First marketing springs to action creating comparative charts, graphs, and FUD (Fear Uncertainty and Doubt) presentations that attempt to create an aura of superiority. Second, technical marking tests the competitive gear to find weaknesses in the products and to share information with M&A teams. Third, sales begin to circulate the marketing FUD and attempts to slow down the sales cycle to give them a chance to win. Fourth, engineering teams attempt to create a new product while M&A teams look at potential acquisitions. Fifth, engineering fails to create a product while the M&A teams decide that the top two competitors are too expensive and purchase a relatively unknown company. (Note: This phase usually takes a long time as companies will get mired in the build vs. buy phase while trying to band-aid a solution together.) Finally, the entire niche solution is renamed and put into a new suite of products that give customers increased functionality without additional licensing costs; maintenance is another issue.

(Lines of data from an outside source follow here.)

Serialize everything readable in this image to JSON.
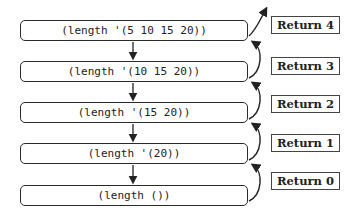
{
  "calls": [
    {
      "label": "(length '(5 10 15 20))"
    },
    {
      "label": "(length '(10 15 20))"
    },
    {
      "label": "(length '(15 20))"
    },
    {
      "label": "(length '(20))"
    },
    {
      "label": "(length ())"
    }
  ],
  "returns": [
    {
      "label": "Return 4"
    },
    {
      "label": "Return 3"
    },
    {
      "label": "Return 2"
    },
    {
      "label": "Return 1"
    },
    {
      "label": "Return 0"
    }
  ],
  "colors": {
    "stroke": "#2a2a2a",
    "background": "#ffffff"
  }
}
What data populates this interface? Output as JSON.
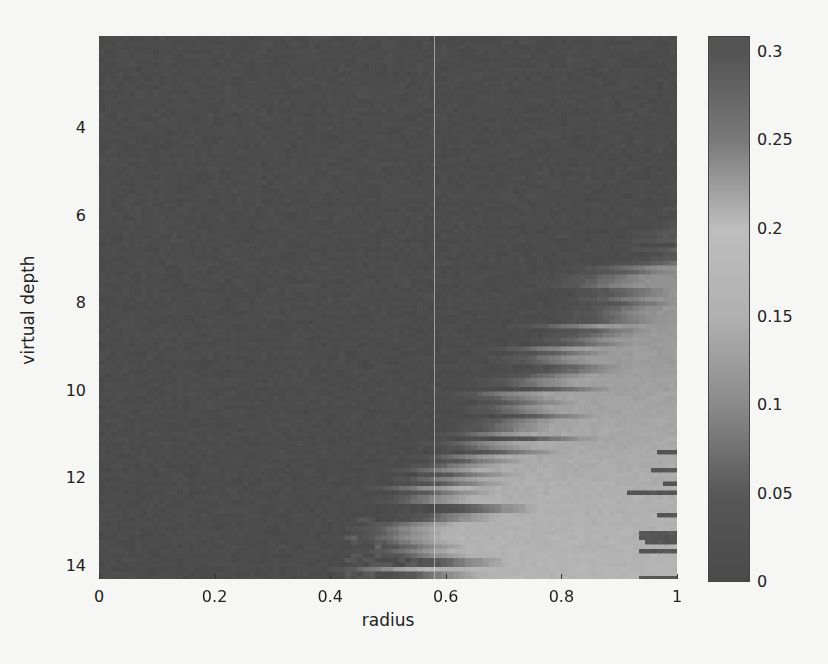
{
  "chart_data": {
    "type": "heatmap",
    "title": "",
    "xlabel": "radius",
    "ylabel": "virtual depth",
    "xlim": [
      0,
      1
    ],
    "ylim": [
      14.3,
      1.9
    ],
    "y_axis_direction": "down",
    "x_ticks": [
      "0",
      "0.2",
      "0.4",
      "0.6",
      "0.8",
      "1"
    ],
    "y_ticks": [
      "4",
      "6",
      "8",
      "10",
      "12",
      "14"
    ],
    "colorbar": {
      "range": [
        0,
        0.3
      ],
      "ticks": [
        "0",
        "0.05",
        "0.1",
        "0.15",
        "0.2",
        "0.25",
        "0.3"
      ],
      "colormap": "jet (grayscale rendering)"
    },
    "grid": false,
    "rows_depth": [
      7,
      7.5,
      8,
      8.5,
      9,
      9.5,
      10,
      10.5,
      11,
      11.5,
      12,
      12.5,
      13,
      13.5,
      14
    ],
    "bright_onset_radius": [
      0.95,
      0.92,
      0.88,
      0.85,
      0.82,
      0.8,
      0.78,
      0.75,
      0.72,
      0.7,
      0.66,
      0.63,
      0.6,
      0.58,
      0.57
    ],
    "peak_value_estimate": 0.16
  },
  "axes": {
    "xlabel": "radius",
    "ylabel": "virtual depth",
    "x_ticks": [
      {
        "label": "0",
        "value": 0
      },
      {
        "label": "0.2",
        "value": 0.2
      },
      {
        "label": "0.4",
        "value": 0.4
      },
      {
        "label": "0.6",
        "value": 0.6
      },
      {
        "label": "0.8",
        "value": 0.8
      },
      {
        "label": "1",
        "value": 1
      }
    ],
    "y_ticks": [
      {
        "label": "4",
        "value": 4
      },
      {
        "label": "6",
        "value": 6
      },
      {
        "label": "8",
        "value": 8
      },
      {
        "label": "10",
        "value": 10
      },
      {
        "label": "12",
        "value": 12
      },
      {
        "label": "14",
        "value": 14
      }
    ]
  },
  "colorbar": {
    "ticks": [
      {
        "label": "0.3",
        "value": 0.3
      },
      {
        "label": "0.25",
        "value": 0.25
      },
      {
        "label": "0.2",
        "value": 0.2
      },
      {
        "label": "0.15",
        "value": 0.15
      },
      {
        "label": "0.1",
        "value": 0.1
      },
      {
        "label": "0.05",
        "value": 0.05
      },
      {
        "label": "0",
        "value": 0
      }
    ]
  }
}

While wrap and roll won’t produce one hundred percent success rates, it can be effective in slowing down a hot market by forcing proof of concepts, competitive bake-offs, and request for proposals. Wrap and roll also serves as a mechanism whereby the larger company attempts to commoditize a growing market while stymying disruptive start-up behavior by choking off vital revenue growth. An additional consequence of these actions is increased consolidation within the niche as other large companies seek to fill product gaps.
How do you defeat wrap and roll? Guts, determination, listen, disruption, and an incredible team.
- Guts; to say no. No to the naysayers, no to due diligence, no to the quick payout.
- Determination; to win. To find roads where there are roadblocks, to work harder and faster than the competition, to know that we are the best.
- Listen; to your customers. Build what they need, deliver what they want, and give them what they desire.
- Disrupt; all areas. Provide a revolutionary product, present the wow factor, and support the heck out of them.
- Team; in perfect cadence. There is nothing more wonderful than a company that marches in perfect cadence and executes across all areas (executives, engineering, marketing, sales, etc.) of the organization.